EVP, Head of Retail Banking and Chief Customer Officer, PNC Financial Services Group
PNC Financial Services Group is increasingly leaning on Karen Larrimer to help transform many of the ways it interacts with customers.
Larrimer became the chief customer officer at the Pittsburgh company in March 2014 and then added the title of head of retail banking earlier this year. Given her experience as chief marketing officer and chief customer officer, Larrimer said she has a good understanding of customers' changing expectations.
"I know what they care about most from their bank, the role they see us playing in their financial well-being and the pain points experienced in dealing with banks," Larrimer said. "My intent is to address those head on and to ensure that PNC is known for being the easiest to bank and invest with and has the fastest and fewest steps in all things that we build going forward."
Larrimer was chosen to lead retail banking because of her track record of strategic leadership and building great teams in other roles, said Bill Demchak, PNC's chairman and chief executive.
"She is an exceptionally talented, smart and capable business leader, and she is a trusted advisor whose counsel I greatly value and have relied upon as a member of the PNC executive committee since 2013," he said. Larrimer has been a champion of innovation, spearheading the launch of the bank's first innovation lab, called the iLab, in 2015. The lab features a full-scale model of PNC's branch of the future, which includes next-generation physical layouts and technology.
Achieving a healthy work-life balance is a challenge for Larrimer, who has four children — 6-year-old twins, an 11-year-old and a 28-year-old. She is active with area nonprofits, but said she will not join their boards if they expect her to be at every meeting or every event. "Staying true to the limits you set and being clear about them to others is what brings about the balance," Larrimer said. "And, those boundaries are different for every individual. It has to be your boundaries, not based on someone else's expectations."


_Instructions for the task_
Find every line in the records below that contains the word "upper", and copy each such line.

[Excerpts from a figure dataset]
-----
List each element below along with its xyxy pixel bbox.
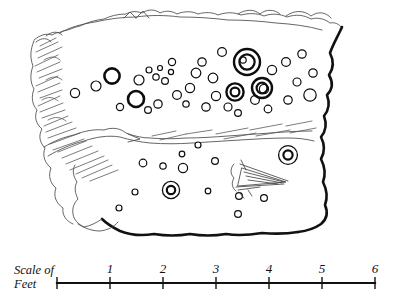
panel-left-edge — [31, 41, 73, 224]
fissure-hatch-a — [58, 141, 104, 170]
cup-mark — [236, 193, 243, 200]
cup-mark — [195, 142, 201, 148]
cup-mark — [212, 158, 219, 165]
cup-mark — [134, 75, 144, 85]
cup-mark — [284, 96, 292, 104]
panel-top-texture-d — [36, 32, 62, 42]
cup-mark — [116, 103, 123, 110]
fissure-hatch-d — [216, 124, 290, 139]
fissure-hatch-b — [76, 160, 118, 181]
cup-mark — [298, 50, 306, 58]
cup-and-ring-mark — [234, 49, 260, 75]
cup-mark — [146, 67, 152, 73]
cup-mark — [183, 101, 189, 107]
panel-top-edge-secondary — [60, 16, 322, 34]
lower-cup-marks — [116, 142, 267, 217]
cup-mark — [282, 58, 291, 67]
cup-mark — [224, 103, 232, 111]
cup-mark — [139, 159, 147, 167]
scale-label-1: 1 — [107, 261, 114, 276]
scale-label-2: 2 — [160, 261, 167, 276]
cup-mark — [309, 69, 317, 77]
panel-top-texture-b — [238, 10, 280, 14]
cup-mark — [293, 78, 301, 86]
upper-field-marks — [70, 48, 317, 117]
cup-mark — [185, 83, 194, 92]
cup-mark — [153, 74, 159, 80]
cup-mark — [218, 48, 227, 57]
cup-mark — [132, 189, 138, 195]
lower-field-marks — [116, 142, 297, 217]
cup-mark — [211, 91, 220, 100]
cup-mark — [116, 205, 122, 211]
cup-mark — [162, 78, 169, 85]
panel-lower-left-edge — [73, 165, 102, 227]
scale-label-6: 6 — [372, 261, 379, 276]
cup-mark — [168, 69, 173, 74]
cup-mark — [235, 110, 242, 117]
cup-mark — [267, 65, 276, 74]
rock-art-panel-figure: 1 2 3 4 5 6 Scale of Feet — [0, 0, 393, 302]
cup-mark — [154, 100, 162, 108]
scale-label-3: 3 — [212, 261, 220, 276]
scale-caption-line2: Feet — [13, 277, 37, 291]
cup-mark — [168, 58, 175, 65]
cup-mark — [205, 188, 211, 194]
panel-bottom-edge — [102, 219, 298, 236]
cup-and-ring-mark — [162, 181, 179, 198]
cup-mark — [173, 91, 182, 100]
cup-mark — [158, 66, 163, 71]
scale-bar: 1 2 3 4 5 6 Scale of Feet — [13, 261, 379, 291]
cup-mark — [91, 81, 101, 91]
cup-mark — [70, 88, 79, 97]
cup-mark-deep — [128, 91, 144, 107]
scale-label-5: 5 — [319, 261, 326, 276]
radial-groove-feature — [231, 160, 288, 198]
panel-outline — [31, 10, 342, 236]
cup-mark — [178, 163, 187, 172]
cup-mark — [202, 103, 210, 111]
cup-mark — [304, 89, 316, 101]
cup-mark — [145, 107, 152, 114]
scale-caption-line1: Scale of — [14, 263, 55, 277]
cup-mark-deep — [104, 68, 119, 83]
cup-mark — [198, 58, 206, 66]
upper-cup-marks — [70, 48, 317, 117]
cup-mark — [261, 195, 268, 202]
cup-mark — [179, 151, 185, 157]
fissure-main-line — [44, 128, 312, 147]
panel-top-texture-c — [286, 12, 331, 19]
cup-mark — [160, 163, 166, 169]
cup-and-ring-mark — [279, 146, 298, 165]
cup-and-ring-mark — [226, 83, 243, 100]
cup-mark — [264, 105, 272, 113]
cup-mark — [208, 73, 218, 83]
upper-cup-and-ring-marks — [226, 49, 272, 101]
panel-drawing: 1 2 3 4 5 6 Scale of Feet — [0, 0, 393, 302]
cup-mark — [235, 211, 242, 218]
cup-mark — [191, 68, 201, 78]
scale-label-4: 4 — [266, 261, 273, 276]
-----
_Solution to this problem_
upper-field-marks — [70, 48, 317, 117]
upper-cup-marks — [70, 48, 317, 117]
upper-cup-and-ring-marks — [226, 49, 272, 101]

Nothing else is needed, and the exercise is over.